First, ‘energy’ measures the number and nature of exchanges between individuals in the team. A single exchange is a comment and some acknowledgement back (for example, a nod of the head). In team settings there will be many of these. Energy levels vary within teams. Routine type meetings have lower energy than those where someone mentions a discovery or an opportunity.

Next there is ‘engagement’. This looks at how energy is distributed among team members. When all members have relatively equal and relative high energy, then engagement is extremely strong – and so usually is relative performance. Teams with clusters of contributors and clusters of non-participants don’t do nearly as well as those where there is equal contribution all round.

Finally, research found that high performing teams also forge many more links outside of the team than low performing teams. Pentland calls this ‘exploration’. Exploration is especially important for teams charged with creativity and innovation. This reinforces the ideas about X-Teams outlined by Deborah Ancona. It also corresponds with Jon Katzenberg’s notion of teams simply being a particular configuration of nodes, themselves all in a much greater network. Boundaries, in the knowledge economy, are a lot more porous. As a result, boundary-spanning (or exploration) is an essential team behaviour.

How do successful teams communicate?  

Researchers found that everyone in successful teams talk and listen, roughly in equal measure. Contributions are short and sweet. Members face each other and hold energetic conversations. This includes using energetic gesturing.

Members also connect directly with one another – not just the leader. This suggests that influence (or leadership) is shared among team members. See the UGM briefings archive for previous briefings on how teams distribute leadership.

High performing teams also regularly include side conversations and ‘back-channelling’ as part of their communications protocols. Finally, members periodically seek information from outside of the team, which is subsequently fed back.

Communicate, communicate, communicate!

How does your own team rate? How would you rate its energy, engagement and exploration over time? Why not map these aspects when you’re working together and then share your insights with members?

PRACTICAL IDEAS TO APPLY IN YOUR BUSINESS

Improve communication for high performance

1. Check how often your team are able to meet and communicate on a face-to-face basis. The MIT research confirms that in-person meetings are preferable to tele- or phone-conferencing, particularly when there are a lot of people on the call. Email is a very poor substitute (in terms of boosting performance) for personal meetings.

2. Think carefully about how your office space is designed. Layouts which promote people meeting one another as they move about are better than those which reduce chance meetings.

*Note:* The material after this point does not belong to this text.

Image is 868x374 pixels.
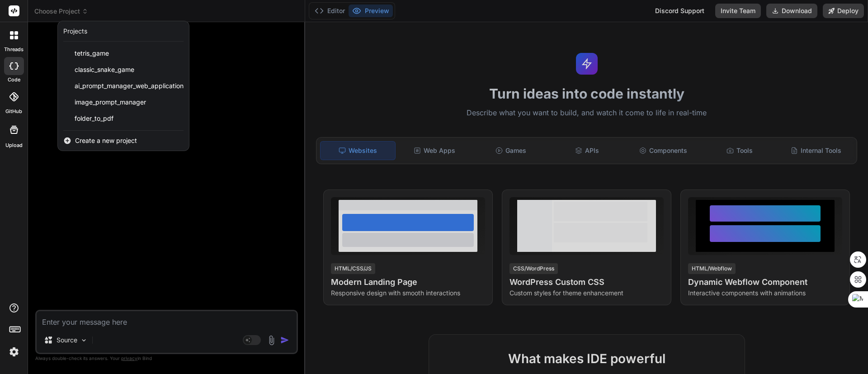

3. Encourage people to communicate energetically, including using gestures. Also, think carefully about how you use meetings. Information type meetings may be better cancelled and replaced by an informative email.

4. Make sure standard speaking turns in meetings are short and sweet. Encourage everyone to contribute their ideas. If necessary, formalise turn-taking in some meetings.

5. Change team membership if you find ideas consistently aren’t as fresh as needed. Alternatively, increase the amount of input you source from outside of the team.

Get better meeting outcomes

Are your meetings delivering value for money considering, at the very least, even just the base cost of people’s time?

Make hybrid workplaces work

Wanting to ensure your organisation focuses more on the outcomes people deliver, rather than where they do their work?